Avoid Absorption Conflicts With Other Supplements

Magnesium competes with calcium and zinc for absorption in your gut. If you take any of these together, they can block each other from getting through. The fix is simple: separate them by 2 to 4 hours. Take your calcium in the morning and your magnesium at night, for example, or vice versa.

The zinc interaction is less clear-cut. The one study showing zinc interfered with magnesium absorption involved very high zinc doses (142 mg or more per day) combined with calcium. At standard supplement doses of zinc (15 to 30 mg), the competition is likely minimal. Still, if you’re taking all three minerals, spacing them out removes any doubt.

Side Effects to Watch For

The most common side effect of magnesium supplements is diarrhea, especially with citrate and oxide forms. This is a sign you’re taking too much at once or using a form that’s too harsh for your system. Glycinate is the gentlest option if this is a recurring problem.

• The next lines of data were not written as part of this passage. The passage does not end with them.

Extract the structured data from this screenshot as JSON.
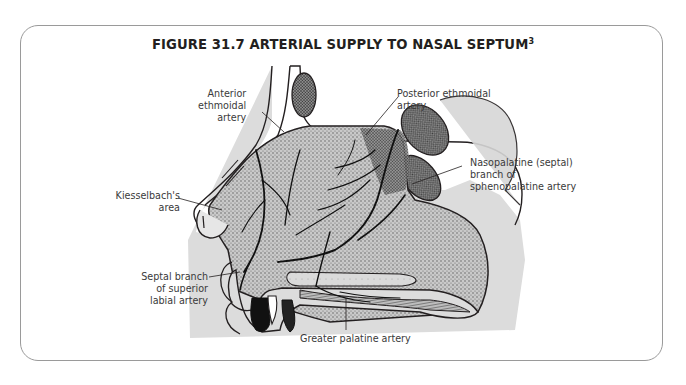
{
  "figure": {
    "title": "FIGURE 31.7 ARTERIAL SUPPLY TO NASAL SEPTUM",
    "title_superscript": "3"
  },
  "labels": {
    "anterior_ethmoidal": [
      "Anterior",
      "ethmoidal",
      "artery"
    ],
    "posterior_ethmoidal": [
      "Posterior ethmoidal",
      "artery"
    ],
    "nasopalatine": [
      "Nasopalatine (septal)",
      "branch of",
      "sphenopalatine artery"
    ],
    "kiesselbach": [
      "Kiesselbach's",
      "area"
    ],
    "septal_branch": [
      "Septal branch",
      "of superior",
      "labial artery"
    ],
    "greater_palatine": [
      "Greater palatine artery"
    ]
  },
  "colors": {
    "ink": "#231f20",
    "label_text": "#3a3a3a",
    "frame_border": "#9a9a9a",
    "tissue_light": "#d9d9d9",
    "tissue_dark": "#8c8c8c",
    "background": "#ffffff"
  }
}
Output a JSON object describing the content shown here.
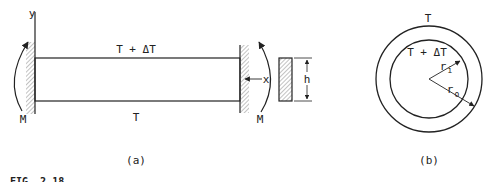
{
  "figure_a": {
    "label": "(a)",
    "top_temperature": "T + ΔT",
    "bottom_temperature": "T",
    "y_axis": "y",
    "x_axis": "x",
    "moment_left": "M",
    "moment_right": "M",
    "height_dim": "h"
  },
  "figure_b": {
    "label": "(b)",
    "outer_temperature": "T",
    "inner_temperature": "T + ΔT",
    "inner_radius": "r",
    "inner_radius_sub": "i",
    "outer_radius": "r",
    "outer_radius_sub": "o"
  },
  "caption": {
    "text": "FIG. 2.18"
  },
  "colors": {
    "line": "#222222",
    "hatch": "#555555",
    "background": "#ffffff"
  }
}
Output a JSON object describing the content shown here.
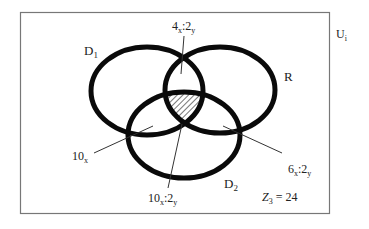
{
  "diagram": {
    "type": "venn",
    "universe_label": "U",
    "universe_sub": "i",
    "sets": [
      {
        "id": "D1",
        "label": "D",
        "sub": "1"
      },
      {
        "id": "R",
        "label": "R",
        "sub": ""
      },
      {
        "id": "D2",
        "label": "D",
        "sub": "2"
      }
    ],
    "regions": [
      {
        "id": "d1-r",
        "a": "4",
        "a_sub": "x",
        "sep": ":",
        "b": "2",
        "b_sub": "y"
      },
      {
        "id": "d1-d2",
        "a": "10",
        "a_sub": "x",
        "sep": "",
        "b": "",
        "b_sub": ""
      },
      {
        "id": "r-d2",
        "a": "6",
        "a_sub": "x",
        "sep": ":",
        "b": "2",
        "b_sub": "y"
      },
      {
        "id": "d1-r-d2",
        "a": "10",
        "a_sub": "x",
        "sep": ":",
        "b": "2",
        "b_sub": "y"
      }
    ],
    "shaded_region": "D1 ∩ R ∩ D2",
    "outside": {
      "label": "Z",
      "sub": "3",
      "eq": " = 24"
    }
  }
}
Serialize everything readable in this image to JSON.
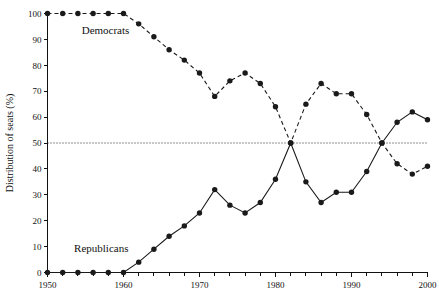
{
  "chart_data": {
    "type": "line",
    "title": "",
    "xlabel": "",
    "ylabel": "Distribution of seats (%)",
    "xlim": [
      1950,
      2000
    ],
    "ylim": [
      0,
      100
    ],
    "grid": false,
    "legend_position": "inline-annotations",
    "x_ticks": [
      1950,
      1960,
      1970,
      1980,
      1990,
      2000
    ],
    "x_tick_labels": [
      "1950",
      "1960",
      "1970",
      "1980",
      "1990",
      "2000"
    ],
    "x_minor_tick_step": 2,
    "y_ticks": [
      0,
      10,
      20,
      30,
      40,
      50,
      60,
      70,
      80,
      90,
      100
    ],
    "y_tick_labels": [
      "0",
      "10",
      "20",
      "30",
      "40",
      "50",
      "60",
      "70",
      "80",
      "90",
      "100"
    ],
    "reference_line": {
      "value": 50,
      "style": "dotted",
      "label": ""
    },
    "x": [
      1950,
      1952,
      1954,
      1956,
      1958,
      1960,
      1962,
      1964,
      1966,
      1968,
      1970,
      1972,
      1974,
      1976,
      1978,
      1980,
      1982,
      1984,
      1986,
      1988,
      1990,
      1992,
      1994,
      1996,
      1998,
      2000
    ],
    "series": [
      {
        "name": "Democrats",
        "line_style": "dashed",
        "marker": "circle",
        "values": [
          100,
          100,
          100,
          100,
          100,
          100,
          96,
          91,
          86,
          82,
          77,
          68,
          74,
          77,
          73,
          64,
          50,
          65,
          73,
          69,
          69,
          61,
          50,
          42,
          38,
          41
        ]
      },
      {
        "name": "Republicans",
        "line_style": "solid",
        "marker": "circle",
        "values": [
          0,
          0,
          0,
          0,
          0,
          0,
          4,
          9,
          14,
          18,
          23,
          32,
          26,
          23,
          27,
          36,
          50,
          35,
          27,
          31,
          31,
          39,
          50,
          58,
          62,
          59
        ]
      }
    ],
    "annotations": [
      {
        "text": "Democrats",
        "x": 1954.5,
        "y": 92
      },
      {
        "text": "Republicans",
        "x": 1953.5,
        "y": 8
      }
    ]
  },
  "colors": {
    "axis": "#111111",
    "democrats": "#1a1a1a",
    "republicans": "#1a1a1a",
    "reference_line": "#222222",
    "background": "#ffffff"
  }
}
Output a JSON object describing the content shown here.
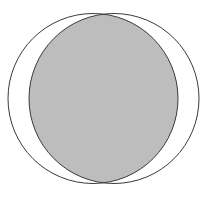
{
  "diagram": {
    "type": "venn-intersection",
    "circles": [
      {
        "name": "left-circle",
        "cx": 93,
        "cy": 98.5,
        "r": 85
      },
      {
        "name": "right-circle",
        "cx": 114,
        "cy": 98.5,
        "r": 85
      }
    ],
    "colors": {
      "background": "#ffffff",
      "stroke": "#3a3a3a",
      "intersection_fill": "#bdbdbd"
    },
    "stroke_width": 1,
    "shaded_region": "intersection"
  }
}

Genuine magnesium toxicity from oral supplements is rare in people with healthy kidneys, since your body flushes excess magnesium through urine. People with reduced kidney function are at real risk, though, because their bodies can’t clear the excess efficiently. Early signs of too much magnesium include nausea, facial flushing, and low blood pressure. At significantly elevated levels, it can cause muscle weakness, difficulty breathing, and irregular heartbeat.

How Long Before You Notice Results

Magnesium isn’t an overnight fix. Your blood levels respond quickly, rising within hours of a dose, but the changes that matter take longer. In one clinical study tracking adults taking a magnesium malate supplement, red blood cell magnesium (a better marker of true body stores than blood serum) increased 6% after 30 days and 30% after 90 days. Symptom improvement followed a similar curve: participants reported feeling 28% better at one month and 63% better at three months.

If you’re taking magnesium for sleep, cramps, or anxiety, give it at least four to six weeks of consistent daily use before deciding whether it’s working. The full benefit typically arrives around the three-month mark, which is why experts suggest a 90-day trial before changing course.